Years later, when a mature man, Marcus wrote, “It is wrong to bring children up in an atmosphere solely of family and fraternal affection, without enlightening them that beyond the safe walls of home there lives a world of Godless, dishonorable, and amoral men, and that these men are in the majority. For when an innocent youth must inevitably encounter the world of men he suffers a wound from which he will never recover, and a sickness of heart which will permanently sicken his soul. Better at once, even from the cradle, to teach your son that man is intrinsically evil and that he is a destroyer and a liar and a latent murderer, and
that your son must be armed against his brother lest he die in body or in spirit! The Jews are quite correct when they declare that man is desperately wicked from his birth and evil from his youth. Possessing this knowledge, your son can then say to himself, ‘With the help of God I shall be kinder than my brother, and shall strive for virtue. It is my duty to aspire above my human nature.’”*
The year after Lucius Sergius Catilina and his companions left the school of Pilo a new student took his place, a boy of fifteen, one Noë ben Joel, the son of a rich Jewish stockbroker. He became a general favorite at once, though Pilo sarcastically observed that half the great Roman families were in pawn to him. Pilo, of course, charged Joel ben Solomon more than he charged the majority of fathers, just as he charged Tullius Cicero more for his son, the reason being, as he would say loftily, that those who had should share with those who had not. This peculiar philosophy was one with which Archias never agreed; charity was excellent, but it should be voluntary and not arbitrarily imposed by those whose purses were not touched, or in the name of “mankind,” a word to which Pilo was much attached and which cost him nothing but made him feel excessively virtuous. (“Deliver me from the hypocrites,” said Archias.)

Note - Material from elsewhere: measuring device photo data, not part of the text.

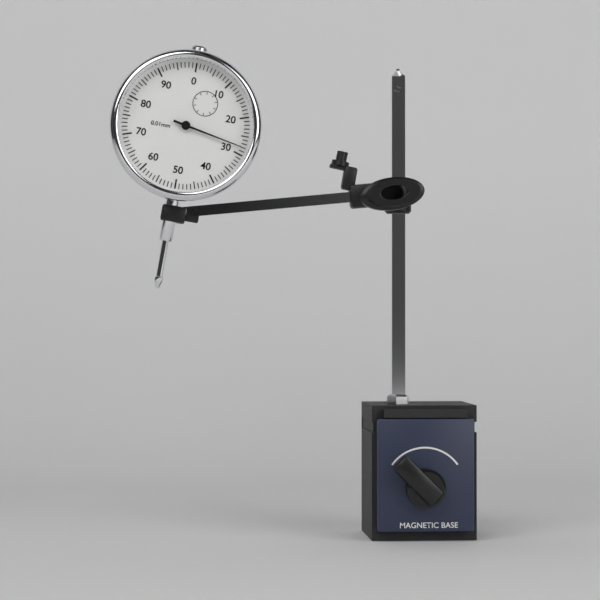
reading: 0.28 mm
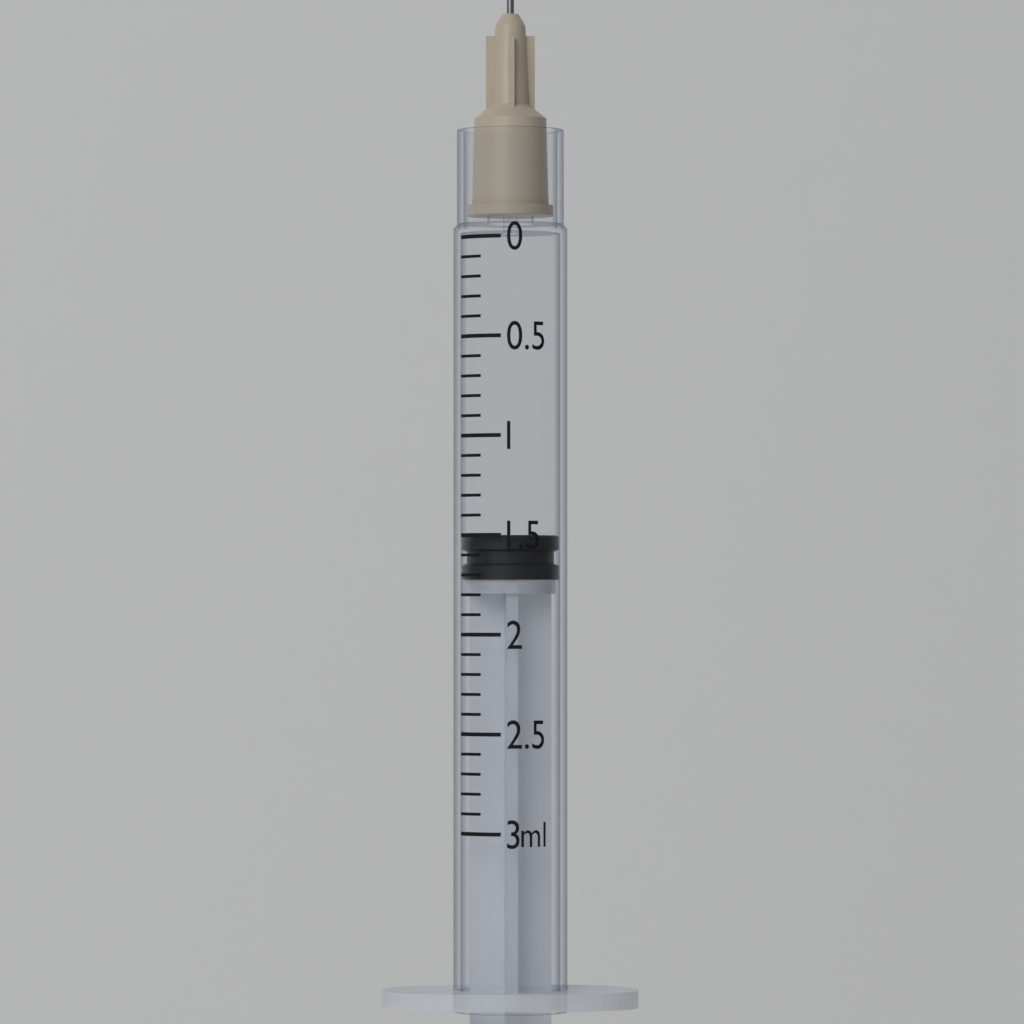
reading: 1.5 ml
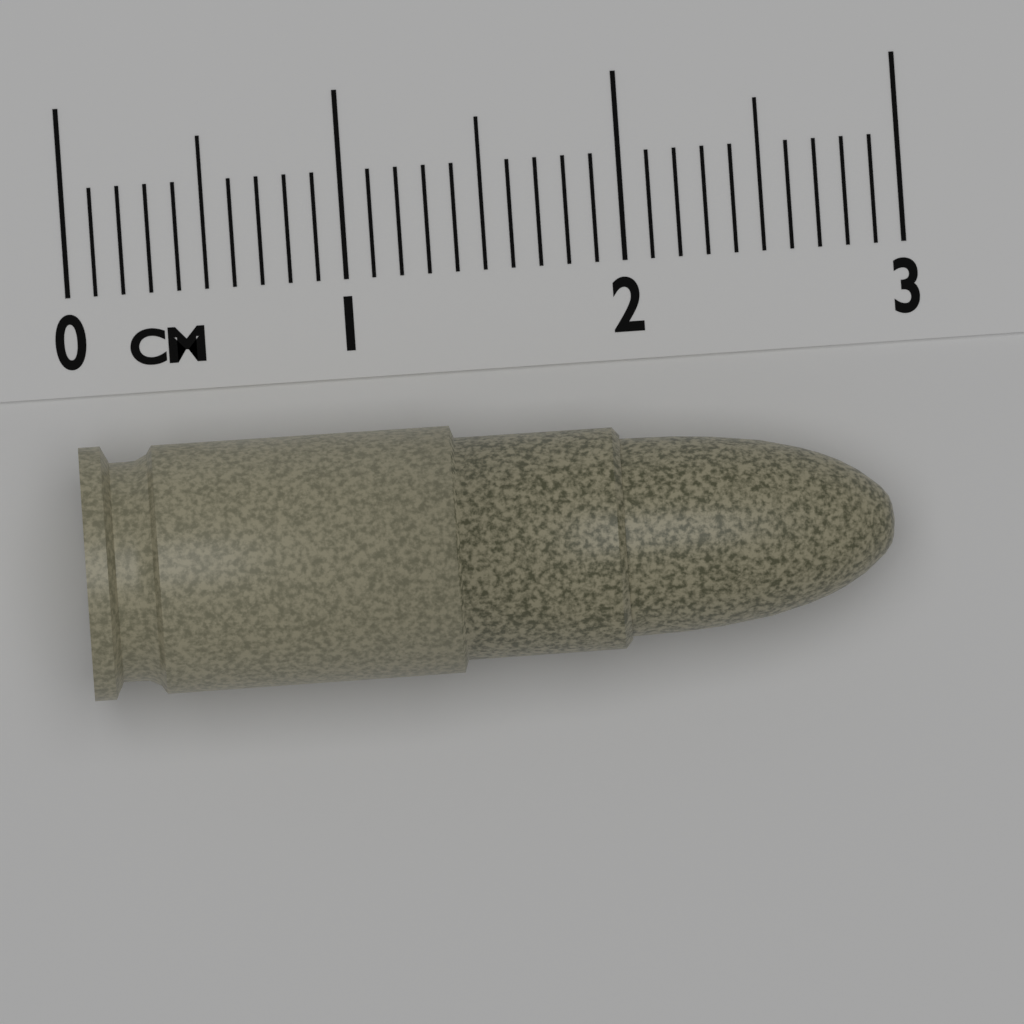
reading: 2.9 cm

Noë immediately took an enormous interest in his fellow students, in Pilo, and even in the slave who cared for the noonday wants of the school. Nothing was too minute for his inspection and curiosity. He was affable, generous with his purse, amusing and irreverent. He rarely appeared to study yet he was soon Pilo’s favorite student. He was formidable in mathematics, philosophy, languages, science, rhetoric, poetry, and mimicry. He could imitate anyone, to the screaming laughter of his mates and even to the one mimicked. But he was never cruel or vindictive, nor did he mimic to ridicule.
“Why so grave?” he asked one day, coming on Marcus alone in the schoolroom with his books while the other boys were outside wrestling and boxing and eating forbidden sweets and drinking their noonday wine.